The False Equivalence
[Jay's POV]
I felt like I was watching a simulation glitch in real-time. Kiara Chen, the girl who prided herself on being the "Mechanical Iceberg" of our department, was standing two feet away from Keifer, her face flushed with a desperate, manic energy that defied all logic.
Behind me, I heard the rustle of Pappa Keizer standing up from his chair. I heard the kitchen door swing open as Mamma Serina stepped into the foyer, her eyes widening as she took in the scene. But I couldn't move. I was anchored to the floor by the sheer audacity of the words coming out of Kiara's mouth.
"I love you, Keifer," she said, her voice high and brittle. She didn't even look at me. To her, I was already a deleted file. "You know it makes sense. You and I... we are the same. We speak the same language. We have the same legacy."
"Stop, Kiara," Keifer's voice was a warning, low and vibrating with a dangerous tension. "Get out of my house."
"No!" she cried, stepping forward again, though Keifer instinctively stepped back to maintain that two-foot gap of revulsion. "Jay is a liability! Look at her! She breaks under pressure. She faints in hallways. She's a 'Burdened Genius' who will only drag the Watson name into the dirt of her past. She isn't a good pair for you, Keif. I am better than her. I am stronger. I am your equal!"
I felt a sharp, hot sting behind my eyes. I didn't want to cry—I hated that she was seeing me like this—but the tears came anyway. They were silent, heavy drops that tracked down my cheeks. Was she right? The thought flickered in my mind like a dying light. I had collapsed. I had hidden. I had let her destroy my peace with a single photograph.
"I told you to shut your mouth," Keifer hissed, his hands shaking with the effort of not physically ejecting her.
"You don't mean that," Kiara persisted, her eyes fixated on him with a terrifying obsession. "Love me back, Keifer. Admit that the math works better with me. I can give you the stability she can't. I am better for your future. I am better than Jay to you in every—"
CRACK.
The sound echoed through the grand foyer like a gunshot.
The air in the room didn't just still; it froze. Kiara's head was snapped to the side, her black hair falling over her face. Mamma Serina was standing there, her chest heaving, her hand still raised from the impact of the slap. I had never seen Mamma look like that. The gentle, warm woman who baked cookies and tended to gardenias was gone. In her place stood the Matriarch of the Watson Estate.
"Don't you ever," Mamma Serina whispered, her voice trembling with a cold, righteous fury, "speak the name of my daughter-in-law in that tone again. You come into my home, you assault my son, and you insult the woman who is ten times the human being you will ever be?"

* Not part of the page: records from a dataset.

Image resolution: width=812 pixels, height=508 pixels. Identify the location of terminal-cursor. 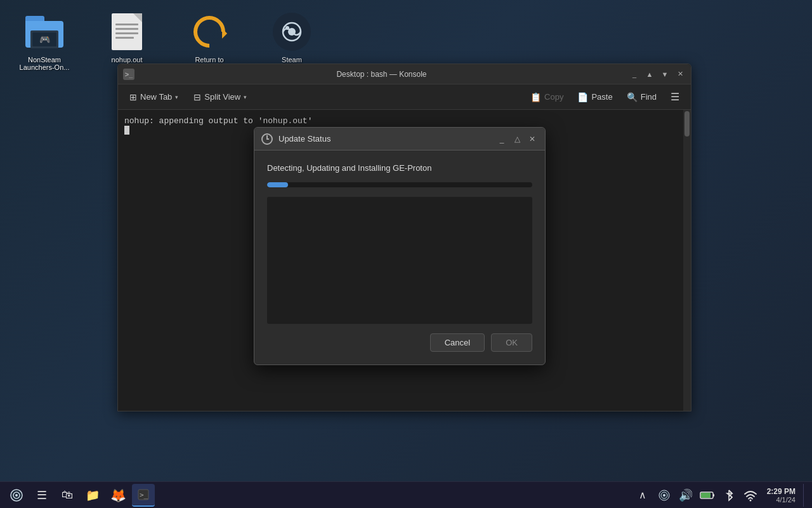
(127, 130).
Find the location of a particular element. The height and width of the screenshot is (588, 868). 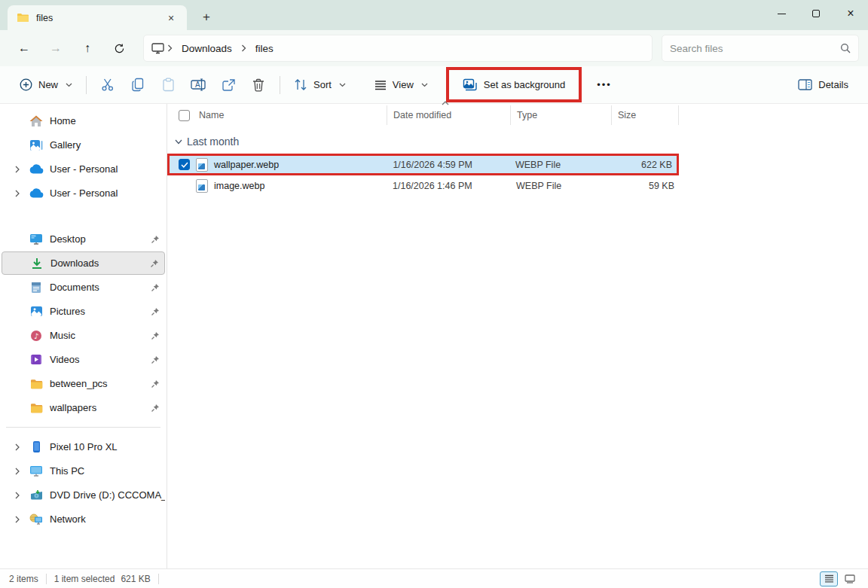

command-bar: New A Sort View is located at coordinates (434, 85).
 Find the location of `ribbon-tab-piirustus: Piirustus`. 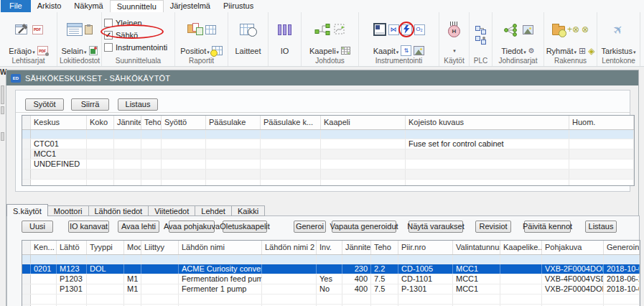

ribbon-tab-piirustus: Piirustus is located at coordinates (238, 6).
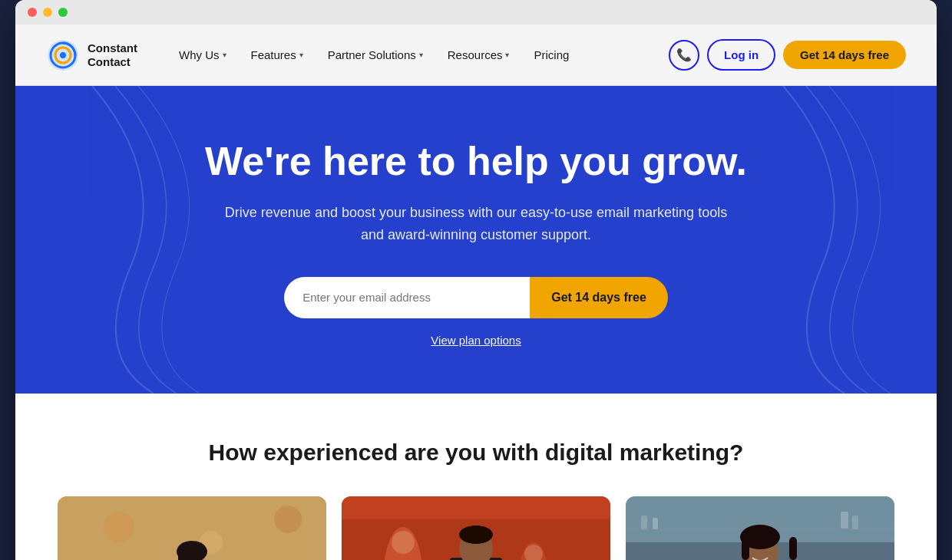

"Mamma..." Keifer breathed, shocked.
"Out," Mamma commanded, stepping toward Kiara with a ferocity that made the other girl finally stumble back toward the open door. "You are not a peer. You are not an equal. You are a common thief trying to steal a life you haven't earned. If you ever set foot on this property again, I won't just call the police—I will dismantle the Chen family's reputation myself. Get. Out."
Kiara looked at Mamma, then at Keifer, then finally—for the first time—at me. I didn't look away. My eyes were wet and my vision was blurred, but I held her gaze. I saw the realization in her eyes: she hadn't just failed to get Keifer; she had united the Watsons against her.
She turned and fled into the winter night, the heavy door swinging shut behind her with a final, booming thud.
The silence that followed was heavy. I was still standing by the door, my breath hitching in my chest, the silent tears now turning into soft, jagged sobs.
I felt a hand on my shoulder. It was Pappa Keizer.
"She was wrong, Jay," Pappa said, his voice deep and absolute. "The math doesn't work without you. It never has."